LOOKING BACK: A classic example of Vicksburg pierced columns
Published 8:00 am Wednesday, January 25, 2023
By Nancy Bell | Vicksburg Foundation for Historic Preservation
This large three-bay Italianate townhouse at 800 Walnut St. was built about 1875 most likely by Charles and Jennie Eisloeffel on the west side of Walnut Street on the corner of First East Street.
The house exhibits the Vicksburg pierced columns, an architectural feature that is found in Vicksburg more often than in any other location and may have originated here. A study in 1987 found that, at that time, Vicksburg had 50 extant buildings with columns and that there were at least 50 more buildings, cataloged through photographs, that once had columns.
This same study found that there were a couple of buildings with these columns in Pensacola, New Orleans and Edwards, Miss., but nowhere were they in abundance like Vicksburg. The column is called pierced because you can see through it. There were 14 different styles of columns, but all of them were built with the same basic parts. We have been unable to determine the origin of these columns, but surmise that they may be the creation of a riverboat carpenter as many of the designs, although not all, incorporate the symbols from playing cards — hearts, diamonds, clubs and spades. Today there are about thirty buildings in Vicksburg that maintain these columns.
Charles Eisloeffel was born in Germany in 1829 and immigrated to Yazoo City, where he operated a tailor shop.
According to the Daily Commercial Herald, he “laid down his scissors and measure in 1861 to shoulder a musket. In 1865 he resumed business in Vicksburg. There is something in his work that commends itself to the public and keeps customers steadily. An artist in cutting and fitting he stands back for no one, and has a reputation hard to beat.”
In 1865, his shop was located on China Street, next door to the Brickbat Saloon. He later moved to the ground floor of the Washington Hotel where the Vicksburg Herald reported in 1885 that “Mr. Eisloeffel is to the fashionable youths of the male persuasion in this part of the county what Worth is to the youths of the female persuasion in Paris. He is a necessity to the young Apollos of Vicksburg who would win smiles from the belles of the city; and when the day of all days — the wedding day — arrives, to be without a “fit” from the hands of Eisloeffel is to risk a change of mind on the part of the betrothed one. Let the young men who are contemplating this important step in life take warning from these observations ere it be too late.”
The Eisloeffels had four daughters, one son, and one daughter, Virginia, who died in infancy. Carl followed in his father’s footsteps and in 1898 worked as a tailor for The Valley. His sisters were Carrie Bonelli, Louise Mulvihill, Katie Joissaint and Sister Mary Avellino, a Catholic nun.
In about 1900, the Eisloeffels moved to Jackson Street and the house was leased as a boarding house, operated by a number of people until the family sold it in 1920. Jennie James is listed as the occupant of the house from about 1924 into the 1940s. The house remains today.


Your objective:
Set down the data below without change, skipping the pictures it holds.
----
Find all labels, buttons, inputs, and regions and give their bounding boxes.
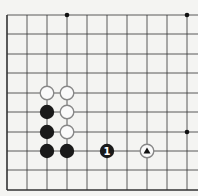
- star-point: [185, 130, 190, 135]
- white-stone: [40, 86, 54, 100]
- star-point: [65, 13, 70, 18]
- go-board-diagram: 1: [0, 0, 198, 196]
- star-point: [185, 13, 190, 18]
- black-stone: [60, 144, 74, 158]
- black-stone: [40, 125, 54, 139]
- white-stone: [60, 86, 74, 100]
- white-stone: [60, 105, 74, 119]
- black-stone: 1: [100, 144, 114, 158]
- move-number: 1: [104, 146, 111, 157]
- white-stone: [140, 144, 154, 158]
- grid-lines: [7, 15, 198, 190]
- black-stone: [40, 144, 54, 158]
- white-stone: [60, 125, 74, 139]
- stones: 1: [40, 86, 154, 158]
- black-stone: [40, 105, 54, 119]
----
Expected answer:
Find all labels, buttons, inputs, and regions and give their bounding boxes.
- star-point: [185, 130, 190, 135]
- white-stone: [40, 86, 54, 100]
- star-point: [65, 13, 70, 18]
- go-board-diagram: 1: [0, 0, 198, 196]
- star-point: [185, 13, 190, 18]
- black-stone: [60, 144, 74, 158]
- black-stone: [40, 125, 54, 139]
- white-stone: [60, 86, 74, 100]
- white-stone: [60, 105, 74, 119]
- black-stone: 1: [100, 144, 114, 158]
- move-number: 1: [104, 146, 111, 157]
- white-stone: [140, 144, 154, 158]
- grid-lines: [7, 15, 198, 190]
- black-stone: [40, 144, 54, 158]
- white-stone: [60, 125, 74, 139]
- stones: 1: [40, 86, 154, 158]
- black-stone: [40, 105, 54, 119]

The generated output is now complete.